By Michael Beek

Published: Wednesday, 26 January 2022 at 12:00 am


Following the unruly 1897 premiere of his Symphony No. 1 under a reportedly inebriated Alexander Glazunov, Rachmaninov suffered psychosomatic pains and was creatively near-impotent for three years.

He turned to Moscow neurologist Dr Nikolai Dahl, an expert in hypnosis, who got him composing again – ‘You will begin to write your concerto… the concerto will be of excellent quality’, were the mantras that he heard ringing in his ears.

Within weeks, the 27-year-old was brimming with ideas and in a flood of inspiration composed his melodically radiant Piano Concerto No. 2.

Although he had been a musical Romantic, it was only now that Rachmaninov began composing those long, arching tunes, supported by skin-tingling suspended harmonies, which were to become such a trademark.

 

The best recording of Rachmaninov’s Piano Concerto No. 2

Sviatoslav Richter (piano)
Warsaw Philharmonic Orchestra/Stanislav Wislocki (1959)
DG 447 8584

From the insinuating suggestion of tolling bells that opens this popular Concerto, and the longbreathed melody that sounds like some ancient chant unspiralling, Sviatoslav Richter is at his most incandescent.

This is music in which the piano reigns supreme, and Richter’s pyrotechnical majesty and bravado is everywhere, often giving way to moments of tenderness that are no less hypnotic.

Richter uncovers a brooding melancholy that imparts a Russian accent to even the most simple of gestures. As the climax to the opening movement’s development section spills over into the recapitulation, Richter thunders out his octaves as though the weight of the world was bearing down.

 

 

This makes the tenderness of the second subject feel all the more frail and uncertain. The exquisitely sounded slow movement also achieves a noble simplicity by avoiding self-conscious phrasal inflections and dynamic micro-shadings.

Everywhere Richter refuses to take the easy way out, turning Romantic rhetoric on its head with a series of semantic double-takes that draws the music far away from the stiff upper lip romance of Brief Encounter.

Conductor Stanislav Wislocki keeps his Polish players right on the edge of their seats and the re-mastered recording has never sounded better.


### [What needs to be done]
The number of lines holding "type" in the listing below is all you should give.

### [Recorded data]
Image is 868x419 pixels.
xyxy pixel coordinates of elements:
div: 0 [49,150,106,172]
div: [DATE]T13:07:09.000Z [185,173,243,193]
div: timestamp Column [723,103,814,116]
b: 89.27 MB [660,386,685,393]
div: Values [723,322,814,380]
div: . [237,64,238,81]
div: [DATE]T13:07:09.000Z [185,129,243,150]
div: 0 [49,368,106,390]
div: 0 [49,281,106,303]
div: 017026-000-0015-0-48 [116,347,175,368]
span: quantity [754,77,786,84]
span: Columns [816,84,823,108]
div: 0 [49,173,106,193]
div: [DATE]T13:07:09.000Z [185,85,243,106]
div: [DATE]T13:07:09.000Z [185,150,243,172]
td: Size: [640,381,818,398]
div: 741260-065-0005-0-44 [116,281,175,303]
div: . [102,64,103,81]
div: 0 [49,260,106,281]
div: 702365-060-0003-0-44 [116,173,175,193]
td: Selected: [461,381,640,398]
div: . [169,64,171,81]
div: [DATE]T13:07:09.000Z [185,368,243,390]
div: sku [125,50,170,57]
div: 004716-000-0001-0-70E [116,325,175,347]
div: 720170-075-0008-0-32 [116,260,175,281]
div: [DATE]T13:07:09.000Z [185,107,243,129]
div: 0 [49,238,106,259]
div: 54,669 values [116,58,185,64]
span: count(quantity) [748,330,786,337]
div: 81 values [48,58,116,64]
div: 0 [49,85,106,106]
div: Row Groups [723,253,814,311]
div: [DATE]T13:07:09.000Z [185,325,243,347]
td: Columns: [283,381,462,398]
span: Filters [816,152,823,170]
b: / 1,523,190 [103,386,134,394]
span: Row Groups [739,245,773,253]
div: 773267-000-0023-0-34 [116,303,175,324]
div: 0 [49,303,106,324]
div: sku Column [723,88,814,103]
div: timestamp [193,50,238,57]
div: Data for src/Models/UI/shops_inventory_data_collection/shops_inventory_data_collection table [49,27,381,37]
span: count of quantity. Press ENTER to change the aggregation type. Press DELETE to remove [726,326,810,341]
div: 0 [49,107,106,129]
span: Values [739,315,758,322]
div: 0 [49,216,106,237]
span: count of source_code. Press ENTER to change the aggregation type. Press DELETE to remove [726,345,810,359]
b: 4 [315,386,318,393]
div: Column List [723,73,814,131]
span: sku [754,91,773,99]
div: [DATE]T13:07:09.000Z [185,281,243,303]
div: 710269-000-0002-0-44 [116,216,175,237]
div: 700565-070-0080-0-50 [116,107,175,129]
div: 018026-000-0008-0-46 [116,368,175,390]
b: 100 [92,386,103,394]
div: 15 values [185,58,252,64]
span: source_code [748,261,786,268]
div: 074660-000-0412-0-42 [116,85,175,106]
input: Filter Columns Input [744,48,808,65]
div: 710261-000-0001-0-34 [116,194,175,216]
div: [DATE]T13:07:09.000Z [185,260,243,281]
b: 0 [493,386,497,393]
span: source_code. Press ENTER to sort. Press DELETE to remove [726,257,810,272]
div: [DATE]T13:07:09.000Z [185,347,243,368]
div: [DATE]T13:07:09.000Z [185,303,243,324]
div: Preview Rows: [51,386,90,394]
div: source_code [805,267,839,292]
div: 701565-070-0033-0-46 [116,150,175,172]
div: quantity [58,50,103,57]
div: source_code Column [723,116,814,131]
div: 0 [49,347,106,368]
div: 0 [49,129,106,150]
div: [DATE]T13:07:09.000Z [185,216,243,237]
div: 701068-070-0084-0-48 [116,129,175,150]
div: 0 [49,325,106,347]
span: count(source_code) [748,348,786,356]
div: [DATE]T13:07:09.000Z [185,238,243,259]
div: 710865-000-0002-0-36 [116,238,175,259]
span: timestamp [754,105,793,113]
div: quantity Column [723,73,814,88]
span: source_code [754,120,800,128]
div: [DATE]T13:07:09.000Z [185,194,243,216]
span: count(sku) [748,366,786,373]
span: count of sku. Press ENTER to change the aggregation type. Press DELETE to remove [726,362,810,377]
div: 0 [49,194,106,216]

### [Solution to the exercise]
3